Annalee Newitz, whom I met at CodeCon in 2002 (see the entry They’re Not “Strippers”, They’re “Naked-Americans”), has written an article for Wired titled Cracking the Code to Romance.
The article profiles four hackers who are using technology to
“optimize” (in computer programming parlance, this means “make faster”
or “make more efficient”) dating.
I’m hardly what you’d call a Luddite nor could I honestly laugh at the
use of assistive technology to land a date. I do, after all, carry an
accordion to social events (even though these days, I’m spoken for — I
use its power to assist my only my friends now).
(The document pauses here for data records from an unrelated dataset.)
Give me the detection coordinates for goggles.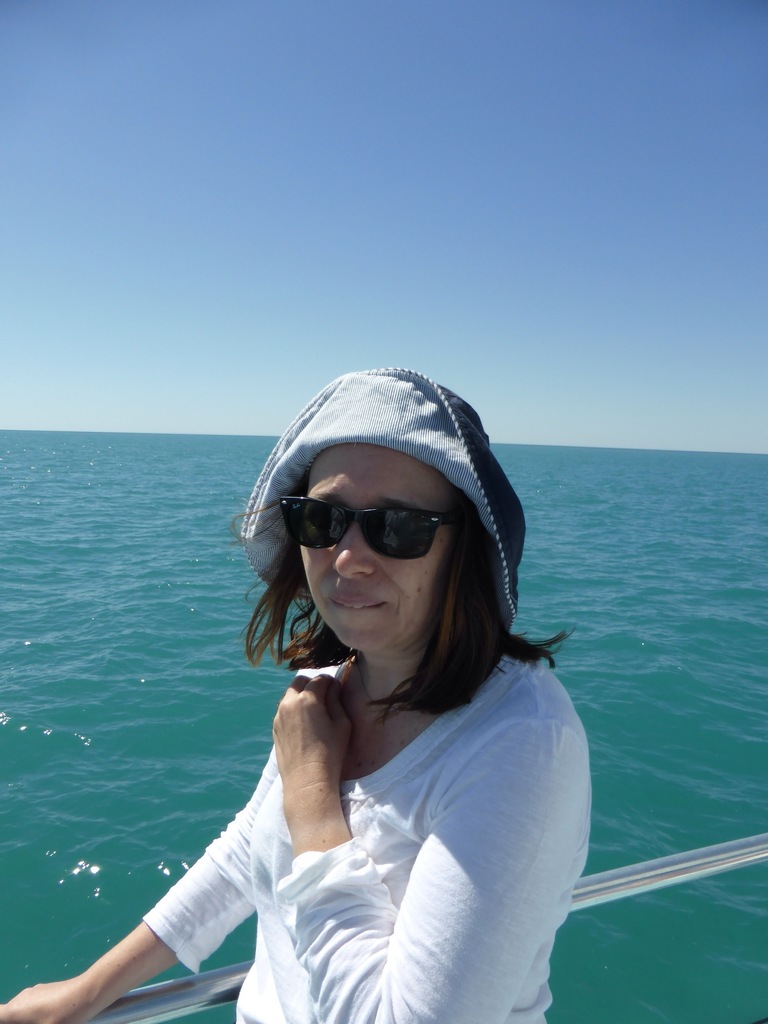
pyautogui.locateOnScreen(291, 498, 473, 570).
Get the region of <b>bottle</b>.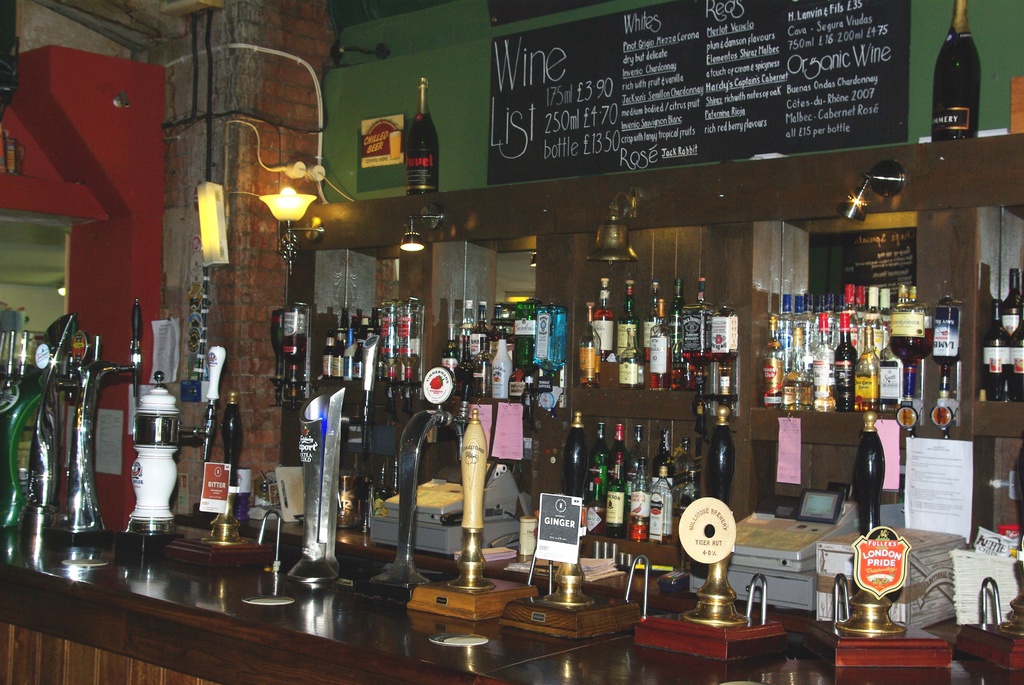
645,295,678,388.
To one degree or
another, we all use some kind of “dating optimization” to improve our
odds of finding a mate, or at least some with whom to mate
tonight:
- Getting into shape at the gym
- Dressing nicely (“nicely” varying with the sort of person you’re trying to attract)
- Wearing cologne/perfume/eau de toilette/patchouli (you dirty hippie)
- Going
to places where disproprotionately large numbers of single people
gather and drink fluids that are conducive to loosened
inhibitions/clouded judgement
- Asking
to be introduced to someone (by a friend/a dating service/speed
dating/online dating/asking the guy with the accordion to play a song
for that cute girl on your behalf)
That being said, this article is going to make geeks look twice as
creepy as the stereotype. Not just “dishevelled guy who’s staring at
you from the back of the bus” creepy and not even “costumed guy trying
to invite you back to ‘yiffapalooza’ back at his suite and ‘see what furries are really like'” creepy but
“if we put it to a vote, I’ll bet we could have these guys rounded up,
chemically castrated and drugged so much they could be used as
paperweights so women will feel safe” creepy.
The Googler:
(All theory and no practice. This guy is the dating world equivalent of an economist.)
Chau Vuong, a 33-year-old former equity analyst who specialized in
pharmaceutical companies at the investment bank Robertson Stephens,
admits he’s never kissed a girl. He hopes that one day he’ll get
married and lose his virginity. “I don’t actually date,” he explains.
“I just research it.” With a doctorate in pharmacy and a background in
computer science, the self-described “extreme type-A personality” works
full time on a desperately personal project: “to solve dating by
turning Google into a global dating service.”
The Blogger:
(This profile isn’t creepy as it is Beavis-and-Butthead-y.)
When I arrive at the Condomania offices to meet Filkins, he’s finishing
up some business on the phone. I wander around his workspace while he
talks, peering with mild trepidation into giant candy jars full of
tricolor condoms and shiny plastic packets of lube. In one room, I
discover a “condomenorah.” Condoms of various hues and sizes are
attached to nine PVC pipes arranged to resemble Hanukkah lights.
Filkins joins me and grins as his colleague flips a switch, sending air
through the pipes and allowing me to inspect the wares in their fully
operational state.
The Sniffer:
(Oh, dude. Dude. Dude. STOP IT!
To borrow a quote from Ray, the cat from the webcomic Achewood, “Maybe
I got to put spackle all over my monitor to keep you [people] out
of my face all the time. JESUS the internet was not supposed to be this
way”.
Perhaps you shouldn’t have used your real name, buddy.)
Between marathon Java-thrashing sessions, he often finds he wants to
introduce himself to “a cute girl with a laptop” but is too shy to make
an approach. That’s where the Sniffer comes in handy. If a hottie fires
up her AOL Instant Messenger client, Burton sees her login name and can
send her an IM. “I’ve gotten several first dates that way,” he says.
“Women think it’s cute when I can make a message pop on their machine
as if by magic. Now that so many women are online, it’s our chance as
geeks to start getting more dates.”
…
Burton says he’s written dozens of hacks, including a bot that combs
Craigslist personals and IMs him when it finds a candidate that meets
his specs. But his favorite is a browser plug-in for the dating site
Hot or Not. “The problem with Hot or Not is it keeps presenting the
same pictures over and over because it’s random,” he explains. “My
plug-in remembers which ones I’ve seen and will skip them. That way I
can get through the whole site. When I did that, I had about 50 hot
women spamming me the next day.”
The Stalker:
(These guys are doing security
research rather than trying to optimize dating. I wonder why Annalee
inlcuded them in the set of profiles and why she gave these guys — the
seeming best-adjusted of the bunch — the creepiest name.)
These guys churn out hacks that thin the membrane between dating and
stalking. They spend their afternoons chronicling and exploiting the
vulnerabilities in dating sites and social networks. But the strange
thing is, they’re not doing it to meet women. They don’t care about
getting lucky. Moore, in fact, is married and has a baby daughter.